That highlighted part is what I think both articles are undermphasizing. Each over-inflates the presumed inaccessibility of video games to the novice by arguing that the "informed" quality is more important than persistence of goals. The first author does this to explain away her failure at grasping the mechanics, claiming that gamers must be vacant weirdos for pursuing the medium to the point of being good at it. The second author wants to spin that claim into a back-patting session, congratulating himself and others for being so darned special for getting enjoyment out of this stuff. Both are motivated by their biases while mistakenly thinking they're motivated by questions of skill (or lack thereof).Ivo wrote:There is a very important difference in that even though SOME movies and literature and other forms of art require information to be enjoyed / appreciated, basically ALL games, with few exceptions, can only be appreciated by someone who is informed or puts some non-trivial effort to learn.
Take the second author's comparison of the "thousands of hours of reading and studying [you need] to have a proper understanding of Proust or Derrida" to the time spent mastering DOTA 2 or Dwarf Fortress gameplay. These things are not even close to being equal, because a video game is designed to teach you what you need to know to succeed at it. It can't risk betting on your being a genius, so even if it's a challenging title, the keys to accomplishment are still built right in there. One's understanding of Proust and Derrida, by contrast, will be largely helped by reading works other than the source material, especially analytic works. Beating your head against a particular book is not going to lead you to sudden enlightenment in the same way that beating your head against a particular video game is.
I think gaming is more comparable to a skilled craft, like carpentry or metalworking. If you're observant, smart, and willing to experiment by trial-and-error, you will gain command of your tools and techniques in order accomplish something. A video game says, "Build a shelf," and then supplies you with all the machinery, raw materials, and tutorial projects you need to eventually get there. Not all finished shelves will be of similar quality, but so long as you dedicate yourself to the work, you'll finish the project in your own way.
I mean, I agree that more comprehensive and useful reviews are going to be written by seasoned gamers. But I'd also say that if it's hypothetically impossible for a substantial review to be written on a particular title by an persistent, open-minded non-gamer, then that title failed at its job. Non-gamers are more crippled by the "unproductivity" connotation that JT brought up in his excellent post than by their supposed innate ineptitude, in my opinion. I particularly wish that they themselves would stop buying into that myth.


> [Work to be completed]: Transcribe the listing below word for word but skip its images.

START Data in this exercise

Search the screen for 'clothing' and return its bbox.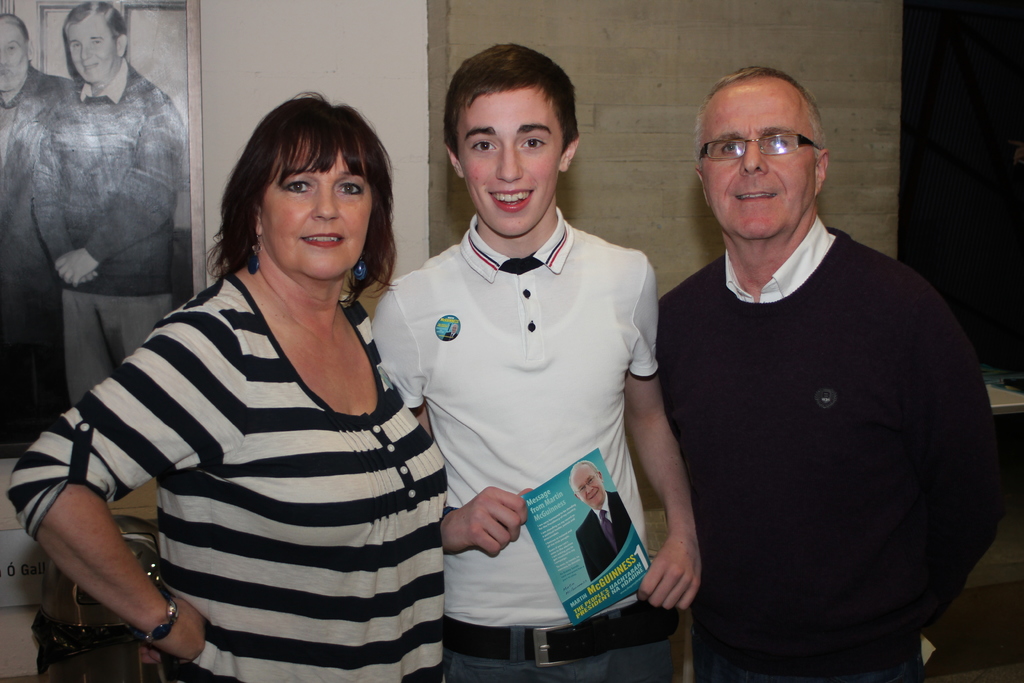
Found: l=373, t=216, r=664, b=682.
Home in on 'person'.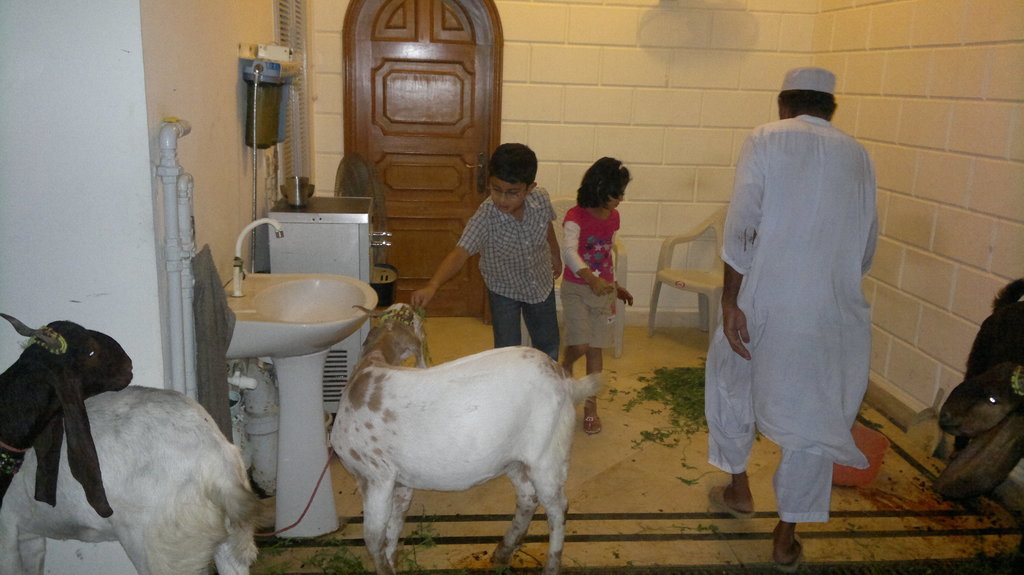
Homed in at select_region(409, 143, 564, 368).
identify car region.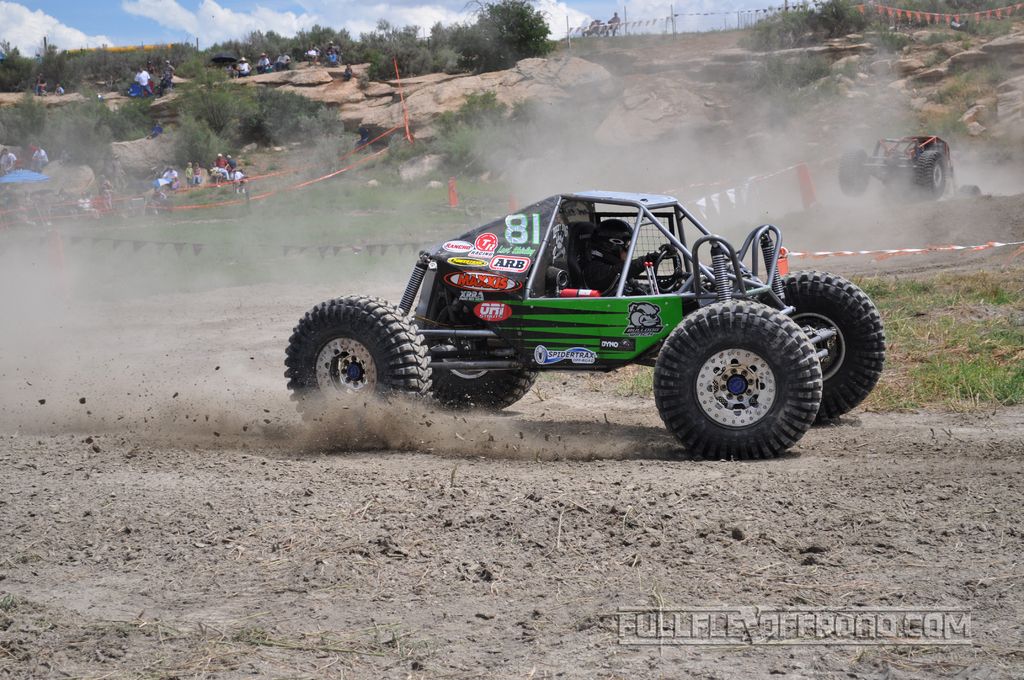
Region: 277:169:902:451.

END Data in this exercise

> [Solution to the exercise]:
Search the screen for 'clothing' and return its bbox.
Found: l=373, t=216, r=664, b=682.
Home in on 'person'.
Homed in at select_region(409, 143, 564, 368).
identify car region.
Region: 277:169:902:451.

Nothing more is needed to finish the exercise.